Following on bbbb's post, I disagree. I started the thread "Why didn't Luther convert to EO?" The results of which convince me that if Orthodoxy had been maintained, the reformation would've been unnecessary.
Orthodoxy is a rather meaningless term here and it gives that sense that the Catholic Church was like the Eastern Orthodox at one time. That never happened. The Catholic Church didn't leave (eastern) Orthodoxy just as the Orthodox didn't leave (western) Catholicism.
When both sides were in communion there were differences, as there had been since the beginning. Not differences in faith as much as practice.
The reason the east and west became so split had more to do with the fall of the Roman Empire in the west than theology and practice. The Roman Empire did not fall in the 5th Century, despite what people commonly think. It actually survived in the east as the Byzantine Empire. The 'barbarians' took over the west and established different kingdoms. The east believed that Christians should be united under one empire with one spiritual and one temporal leader (a patriarch and a emperor). The west converted the barbarians to Christians and formed different Christian states, which the east didn't like.
As the centuries went on, the west became more powerful and the east was losing it, until around 1000 when both were pretty equal. The split happened because of a fight over how to provide common defense against groups like the Lombards, the pagan tribes and the Persians.
The paradox was that the eastern church favored national churches with their own leaders while the western Church favored a single Church with a ultimate leader... quite the opposite of the original temporal setup.
As far as Luther, had any change in time occurred, we can say that he would never have been born, since the world would be dramatically changed.
We really have no idea what would have happened. It might have been that the Pope would have less influence over the western Church, or had more influence over the east and west. In either case, the Church would still have a lot of power, money and influence. In the west, the result was the Reformation, in the east, the result was communism. Both sides struggled with socialism and peasant revolts and potential ones during the 19th Century.
The world could be socialist by now, or Muslim.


(What the exercise asks)
Search the records that follow and extract every line containing the string "point".
____
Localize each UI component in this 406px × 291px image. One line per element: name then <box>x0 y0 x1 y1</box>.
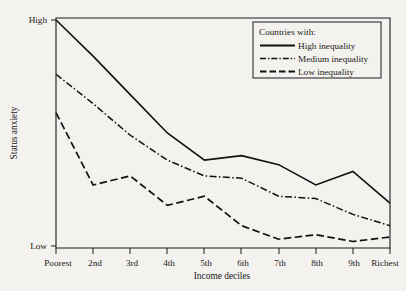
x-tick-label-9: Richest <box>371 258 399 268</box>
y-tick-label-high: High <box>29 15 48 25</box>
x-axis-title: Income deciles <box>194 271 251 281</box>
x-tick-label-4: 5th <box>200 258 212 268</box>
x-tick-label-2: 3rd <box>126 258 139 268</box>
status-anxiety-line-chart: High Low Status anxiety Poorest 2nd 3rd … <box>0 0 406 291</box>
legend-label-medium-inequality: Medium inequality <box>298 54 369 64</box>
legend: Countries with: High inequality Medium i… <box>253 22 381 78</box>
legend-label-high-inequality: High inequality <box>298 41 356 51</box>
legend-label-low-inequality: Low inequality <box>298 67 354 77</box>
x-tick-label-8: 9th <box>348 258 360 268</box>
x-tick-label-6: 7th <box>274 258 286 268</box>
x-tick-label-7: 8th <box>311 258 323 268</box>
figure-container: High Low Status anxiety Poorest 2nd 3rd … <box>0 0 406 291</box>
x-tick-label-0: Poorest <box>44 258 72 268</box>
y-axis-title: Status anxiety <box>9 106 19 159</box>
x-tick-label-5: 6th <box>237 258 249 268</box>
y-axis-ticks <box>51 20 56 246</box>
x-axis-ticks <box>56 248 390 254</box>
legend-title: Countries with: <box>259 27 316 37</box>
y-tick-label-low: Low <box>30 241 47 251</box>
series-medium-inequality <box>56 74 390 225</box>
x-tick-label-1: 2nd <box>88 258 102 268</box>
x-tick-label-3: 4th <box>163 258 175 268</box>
____
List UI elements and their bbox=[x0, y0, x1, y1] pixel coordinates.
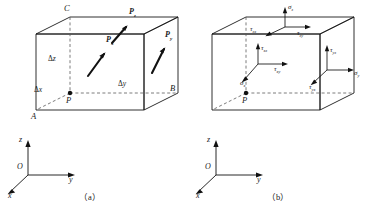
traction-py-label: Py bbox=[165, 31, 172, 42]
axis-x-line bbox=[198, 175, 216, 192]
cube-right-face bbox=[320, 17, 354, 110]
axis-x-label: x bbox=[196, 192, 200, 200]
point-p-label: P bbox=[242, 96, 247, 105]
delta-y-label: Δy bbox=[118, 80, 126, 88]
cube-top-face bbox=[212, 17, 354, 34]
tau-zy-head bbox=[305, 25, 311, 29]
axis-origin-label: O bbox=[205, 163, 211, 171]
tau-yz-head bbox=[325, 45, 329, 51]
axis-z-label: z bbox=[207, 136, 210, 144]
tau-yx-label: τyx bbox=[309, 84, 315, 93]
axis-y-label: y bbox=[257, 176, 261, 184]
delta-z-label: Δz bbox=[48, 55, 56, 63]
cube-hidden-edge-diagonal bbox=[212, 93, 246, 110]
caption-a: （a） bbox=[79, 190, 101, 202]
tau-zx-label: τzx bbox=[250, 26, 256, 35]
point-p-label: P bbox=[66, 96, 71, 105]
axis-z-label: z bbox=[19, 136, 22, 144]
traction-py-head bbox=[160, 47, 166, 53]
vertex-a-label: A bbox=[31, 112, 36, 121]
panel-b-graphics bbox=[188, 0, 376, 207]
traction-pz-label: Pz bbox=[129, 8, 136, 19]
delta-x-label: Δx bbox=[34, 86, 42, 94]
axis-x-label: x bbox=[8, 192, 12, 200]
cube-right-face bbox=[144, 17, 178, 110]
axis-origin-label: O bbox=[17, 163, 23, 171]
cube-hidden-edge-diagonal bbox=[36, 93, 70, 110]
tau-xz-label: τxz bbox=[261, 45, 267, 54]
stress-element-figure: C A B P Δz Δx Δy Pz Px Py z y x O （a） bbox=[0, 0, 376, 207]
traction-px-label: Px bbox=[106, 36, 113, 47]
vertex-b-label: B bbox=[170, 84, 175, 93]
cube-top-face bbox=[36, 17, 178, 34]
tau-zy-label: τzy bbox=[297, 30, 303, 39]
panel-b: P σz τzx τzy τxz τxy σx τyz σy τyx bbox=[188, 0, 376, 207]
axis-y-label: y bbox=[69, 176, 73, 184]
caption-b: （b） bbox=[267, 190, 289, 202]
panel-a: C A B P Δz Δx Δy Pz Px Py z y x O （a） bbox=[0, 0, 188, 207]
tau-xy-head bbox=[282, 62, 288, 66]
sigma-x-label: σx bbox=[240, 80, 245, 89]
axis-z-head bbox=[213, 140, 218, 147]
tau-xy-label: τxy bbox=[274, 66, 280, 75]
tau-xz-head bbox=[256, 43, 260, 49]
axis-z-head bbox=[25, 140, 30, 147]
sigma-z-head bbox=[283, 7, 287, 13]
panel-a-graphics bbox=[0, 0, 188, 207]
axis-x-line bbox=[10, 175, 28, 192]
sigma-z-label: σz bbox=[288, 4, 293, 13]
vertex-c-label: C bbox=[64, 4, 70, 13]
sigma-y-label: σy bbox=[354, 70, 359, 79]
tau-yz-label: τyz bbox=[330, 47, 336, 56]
____
(Answer to this problem)
point-p-label: P bbox=[242, 96, 247, 105]
point-p-label: P bbox=[66, 96, 71, 105]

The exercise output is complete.